Expand description
An EntityVec<E: Entity, V> is a vector of values of type V that can only be indexed by keys of
type EntityId<E>.
An EntityVec<E: Entity, V> is a thin wrapper around a Vec<V> that enforces type safety of the
indexing (key) values. The most common Vec<V> methods are implemented.
Importantly, while EntityVec<E: Entity, V> can be indexed by an EntityId<E> value, it cannot
construct an EntityId<E> value itself, because it does not guarantee that its length does not
exceed the range of valid EntityId<E> values. This allows methods like EntityVec::push and
EntityVec::extend that extend the length of the vector to remain unconstrained. If you need to be
able to retrieve the EntityId<E> that a value is associated with (e.g. by iterating over
(entity ID, value) pairs), use an EntityMap instead.
For a hash-map-like API, see EntityMap.
§Example
Imagine you have a Person entity, and you want an efficient way to store for each PersonId a
Vec<Itinerary> representing different itineraries associated with that person. You might
initialize itineraries_by_person: EntityVec<Person, Vec<Itinerary>> during population creation, by
subscribing to the EntityCreationEvent<Person> event, or as a separate iteration over an existing
population.
use ixa::data_structures::entity_vec::EntityVec;
let mut itineraries_by_person: EntityVec<Person, Vec<Itinerary>> = EntityVec::new();
// Populate in entity-id order. For example, this could be done while creating people
// or while iterating over an existing population.
for person_id in context.get_entity_iterator::<Person>() {
let itinerary_list = compute_itineraries_for_person(person_id);
itineraries_by_person.push(itinerary_list);
}
// Later, given an existing PersonId:
let person_id: PersonId = /* fetch the `PersonId` somehow. */;
if let Some(itineraries) = itineraries_by_person.get_mut(person_id) {
itineraries.push(/* some Itinerary */);
}Structs§
- Entity
Vec - A
Vec-backed collection indexed byEntityId<E>.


Omit pictures and quote the listing below line by line, from its start through the line that holds "pyautogui.click(x=<x>, y=<y>)".

→ **AVAILABLE DATA**
>>>>>

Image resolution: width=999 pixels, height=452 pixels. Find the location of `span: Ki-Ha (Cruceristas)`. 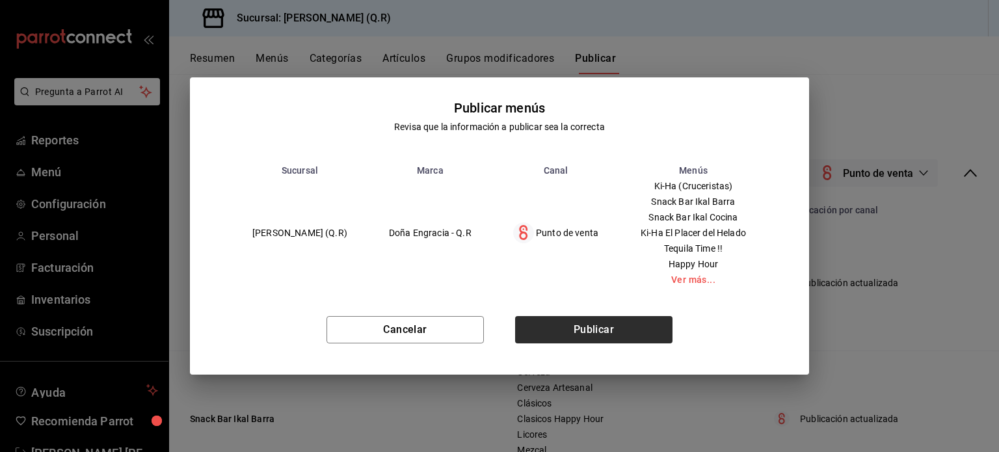

span: Ki-Ha (Cruceristas) is located at coordinates (693, 186).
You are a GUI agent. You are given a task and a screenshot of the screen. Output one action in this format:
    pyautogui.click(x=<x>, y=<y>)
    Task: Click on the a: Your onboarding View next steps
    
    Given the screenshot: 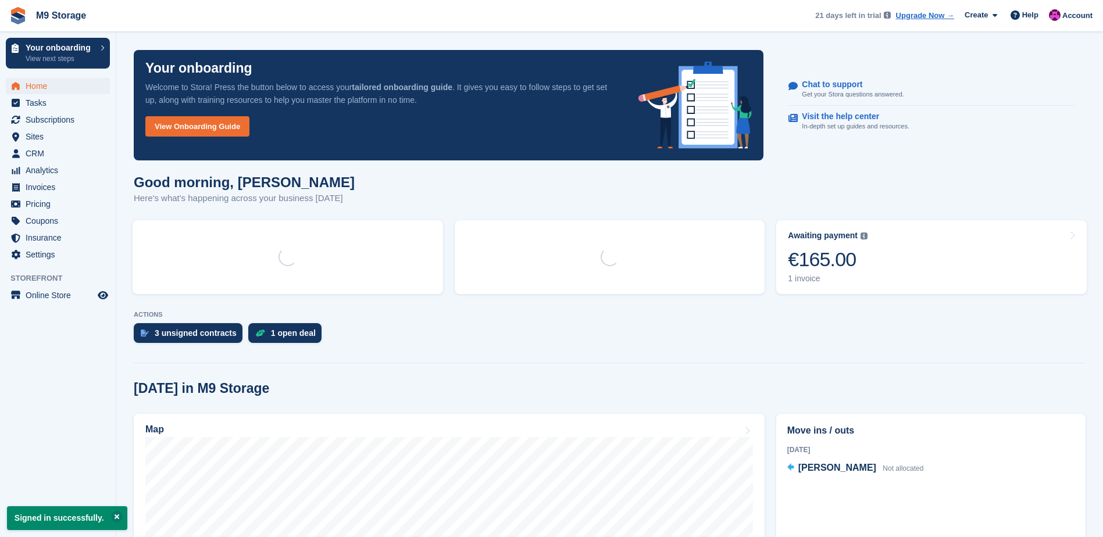 What is the action you would take?
    pyautogui.click(x=58, y=53)
    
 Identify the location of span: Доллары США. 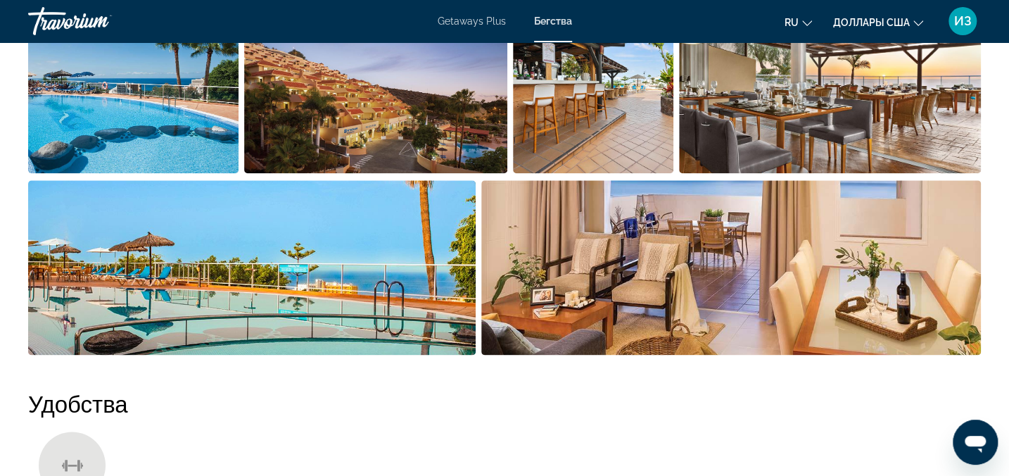
(871, 23).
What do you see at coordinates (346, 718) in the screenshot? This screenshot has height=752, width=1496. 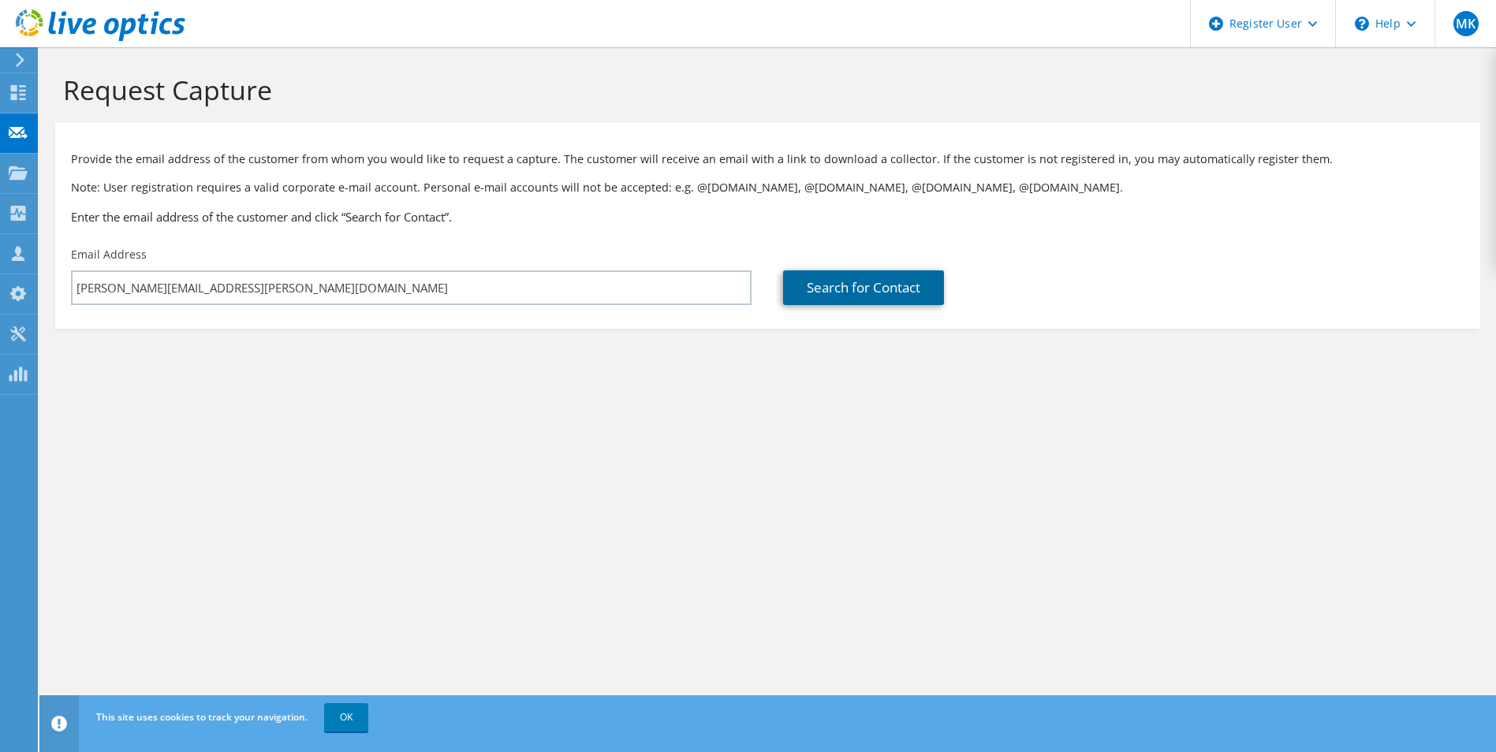 I see `a: OK` at bounding box center [346, 718].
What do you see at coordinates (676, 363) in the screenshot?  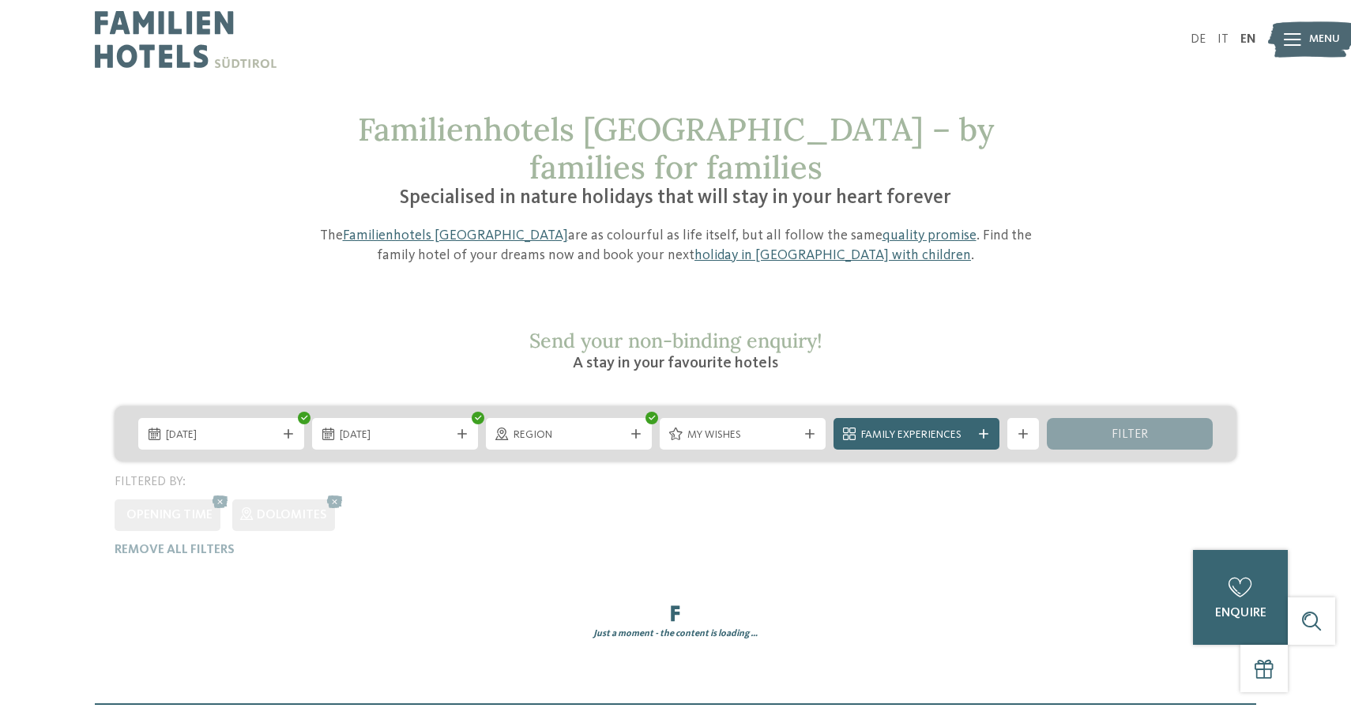 I see `span: A stay in your favourite hotels` at bounding box center [676, 363].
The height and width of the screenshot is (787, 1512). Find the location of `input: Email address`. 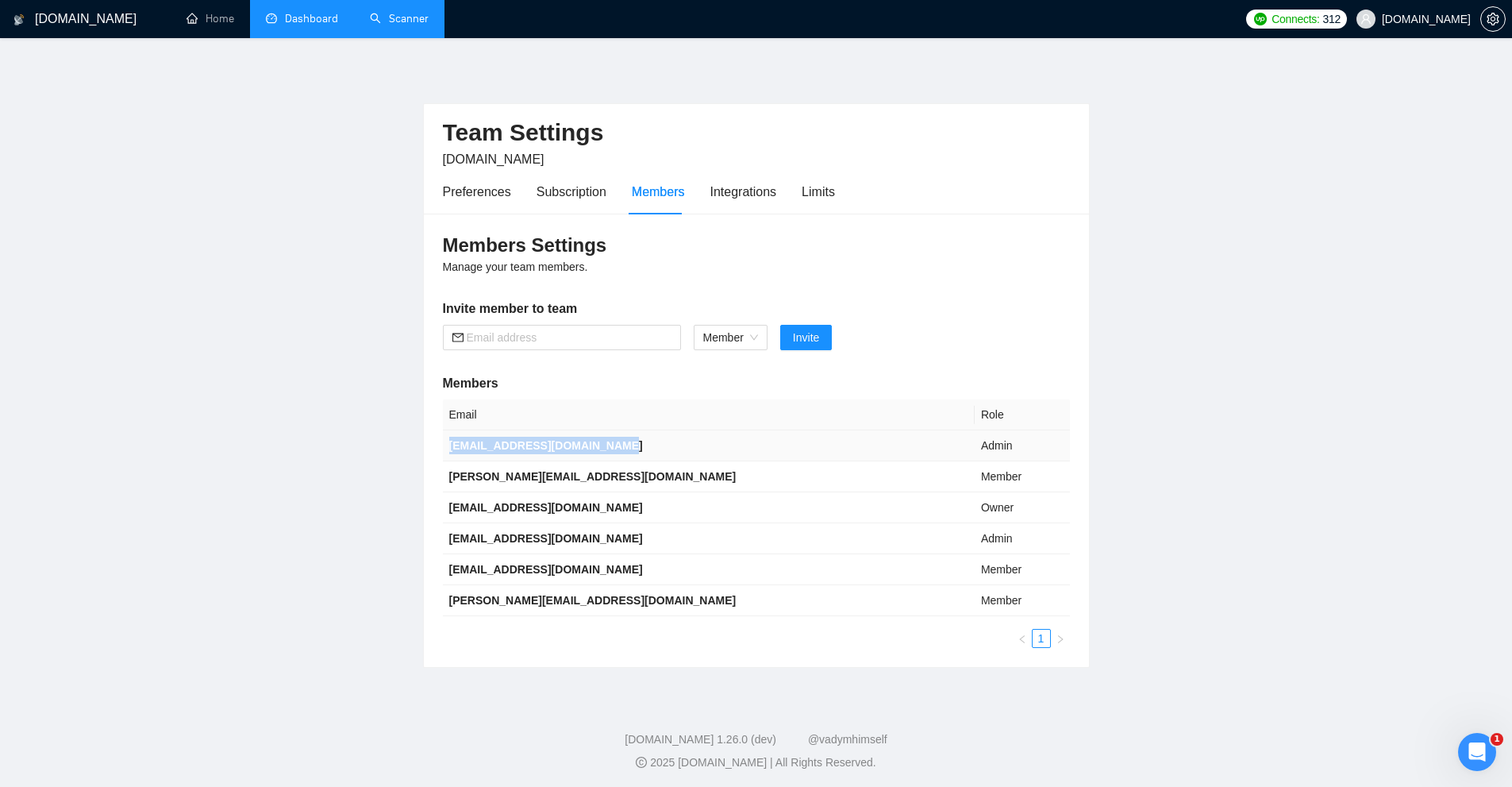

input: Email address is located at coordinates (569, 337).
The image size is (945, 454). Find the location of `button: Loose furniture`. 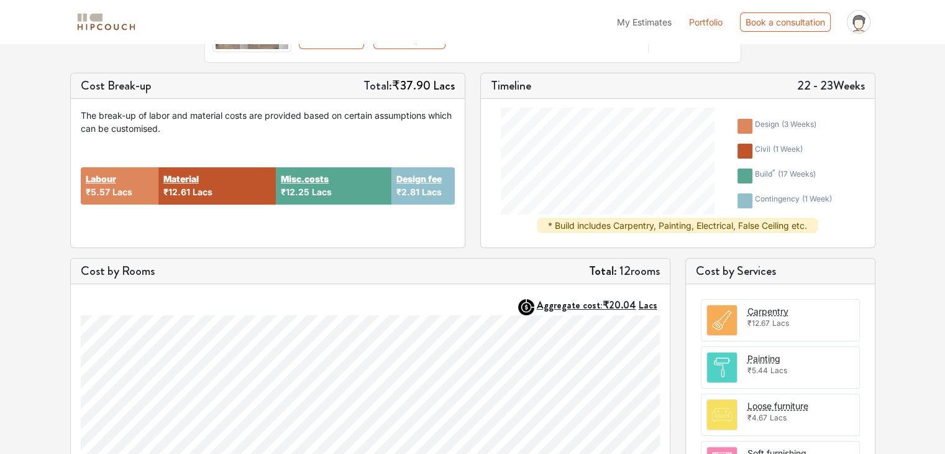

button: Loose furniture is located at coordinates (778, 405).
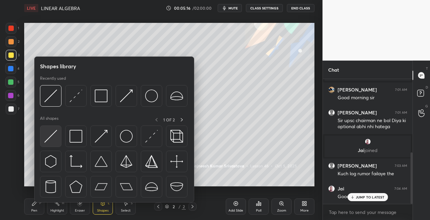 Image resolution: width=430 pixels, height=220 pixels. Describe the element at coordinates (368, 150) in the screenshot. I see `p: Jai` at that location.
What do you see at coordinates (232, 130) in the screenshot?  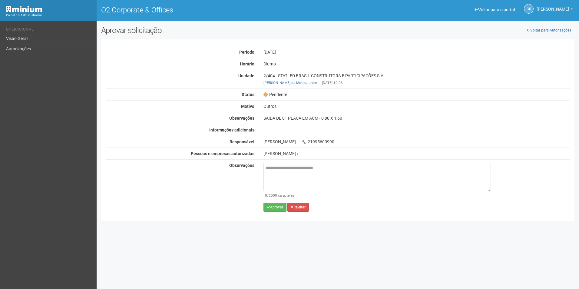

<<<<<

→ **REPLY**
Image resolution: width=999 pixels, height=452 pixels. Find the location of `span: Ki-Ha (Cruceristas)`. 

span: Ki-Ha (Cruceristas) is located at coordinates (693, 186).
You are a GUI agent. You are given a task and a screenshot of the screen. Output one action in this format:
    pyautogui.click(x=<x>, y=<y>)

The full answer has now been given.